Hacker News new | ask | show | jobs
by gunapologist99 1801 days ago
> For a good wee while now, AWS SSM (or AWS Systems Manager as I see they are calling it nowadays) has arguably been the most secure way to permit controlled and audited access to an EC2 instance.

SSM is definitely not the most secure way[0]. SSM is super complex and super-integrated into the rest of AWS, and also isn't cross-cloud to GCP, Azure, DO, etc, so now everyone needs an account just to log into a Linux server.

Worse, IAM roles are powerful but easy to misconfigure, and that's before getting into how hard they are to apply with any granularity because of the policy length limitations[1], so you're likely giving everyone access to log into every instance without even knowing it.

0. https://cloudonaut.io/aws-ssm-is-a-trojan-horse-fix-it-now/

1. https://aws.amazon.com/premiumsupport/knowledge-center/iam-i...

2 comments

What does being cross-cloud have to do with whether SSM is the most secure way to SSH into an AWS instance?
Because everyone will need a (possibly misconfigured) AWS IAM account just to log into any Linux server.. this increases complexity and reduces isolation, compartmentalization, separation of concerns, least privilege, etc.

I was mentioning that particular misfeature because it was a personal annoyance of mine. Oh well, I suppose everything is about customer lock-in these days.

It sounds like you don't think AWS is the most secure place to host an application. That's not the argument being made here; the argument stipulates AWS.
SSM supports BYO doesn't it? Can't you install the agent on any machine to enroll it in SSM or does that limit what you can do?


Output only the lines below from the one containing "Describe the element at coordinates (38, 14)" to the one containing "The image size", exactly as written, both ends kept.

Top of Extracted entries

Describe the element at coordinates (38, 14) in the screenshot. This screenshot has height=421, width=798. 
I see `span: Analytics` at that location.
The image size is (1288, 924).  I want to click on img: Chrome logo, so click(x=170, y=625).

Bottom of Extracted entries
Top of Extracted entries

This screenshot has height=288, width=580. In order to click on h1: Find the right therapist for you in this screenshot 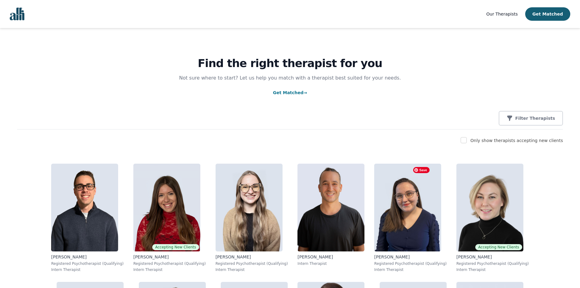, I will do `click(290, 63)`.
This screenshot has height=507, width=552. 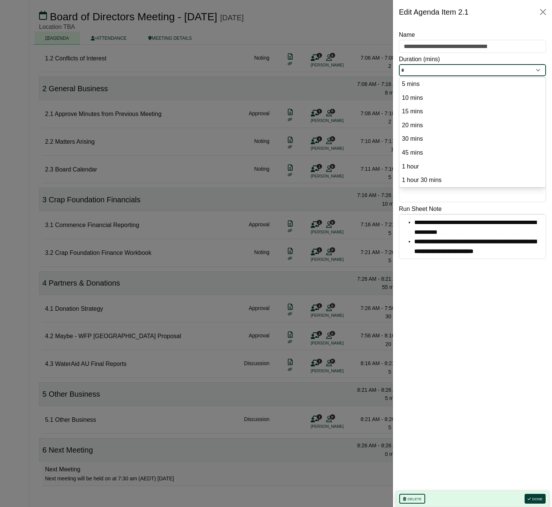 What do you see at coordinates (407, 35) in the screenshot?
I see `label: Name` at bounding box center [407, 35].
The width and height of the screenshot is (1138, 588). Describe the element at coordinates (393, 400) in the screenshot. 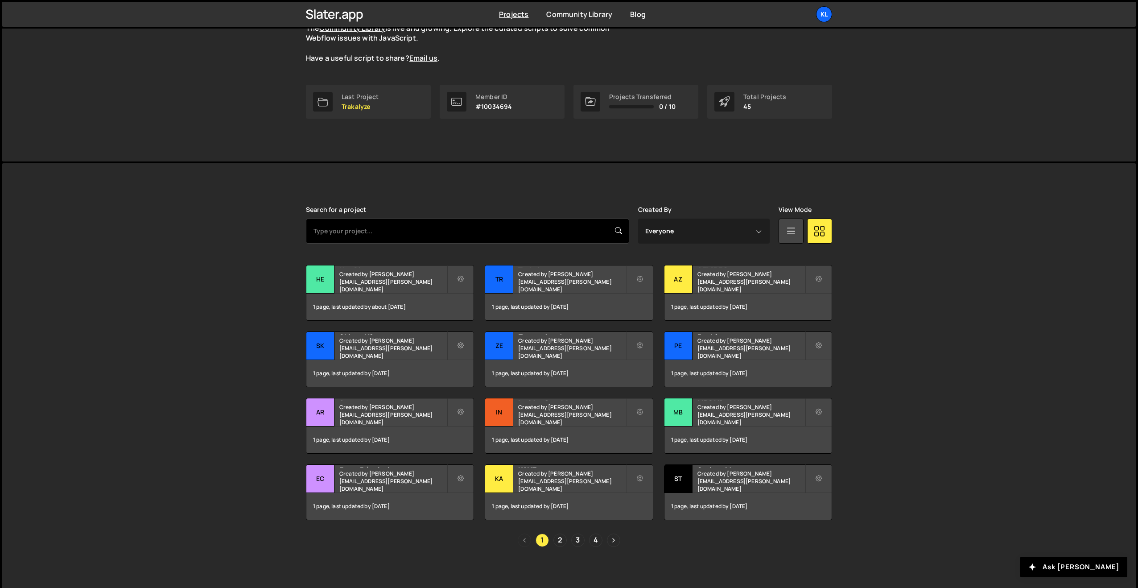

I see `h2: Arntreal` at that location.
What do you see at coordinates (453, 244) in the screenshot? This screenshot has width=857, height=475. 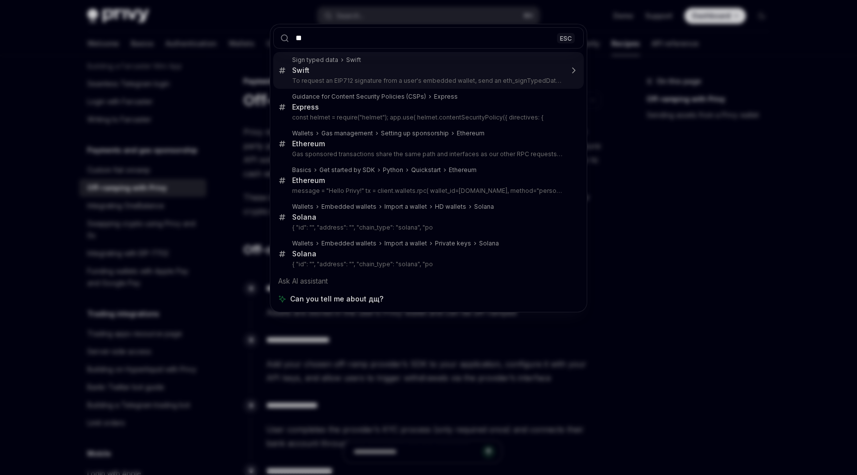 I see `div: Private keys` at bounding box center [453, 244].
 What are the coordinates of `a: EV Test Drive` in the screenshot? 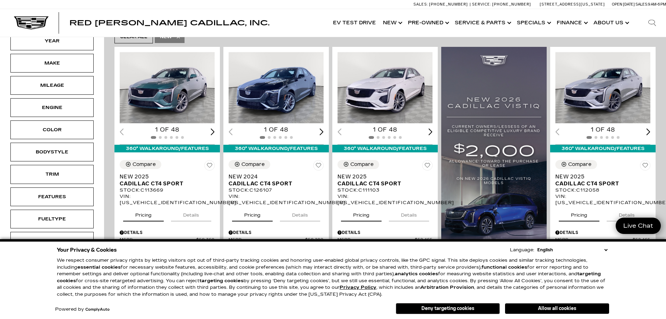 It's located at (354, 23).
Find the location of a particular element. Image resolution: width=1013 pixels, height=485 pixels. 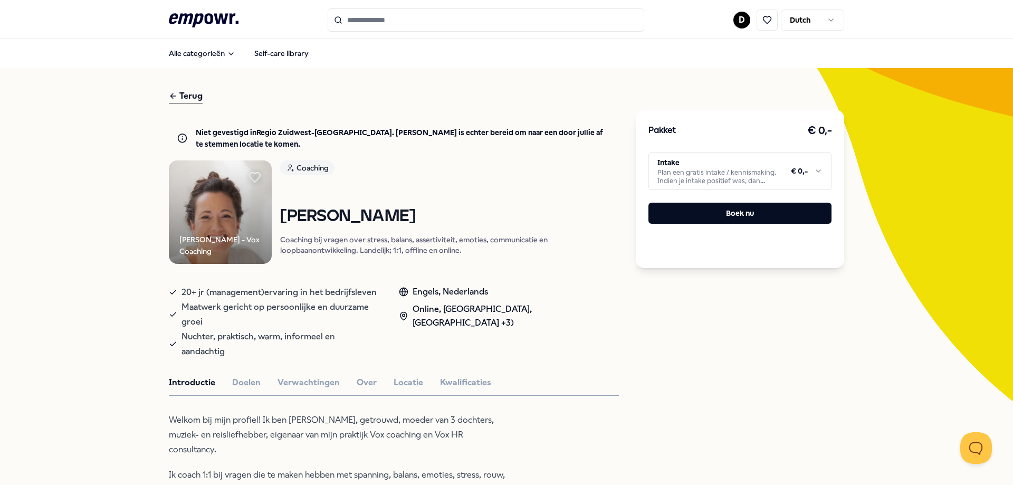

Bottom of Extracted entries

Task response -
Describe the element at coordinates (38, 14) in the screenshot. This screenshot has height=421, width=798. 
I see `span: Analytics` at that location.
The image size is (1288, 924).  I want to click on img: Chrome logo, so click(x=170, y=625).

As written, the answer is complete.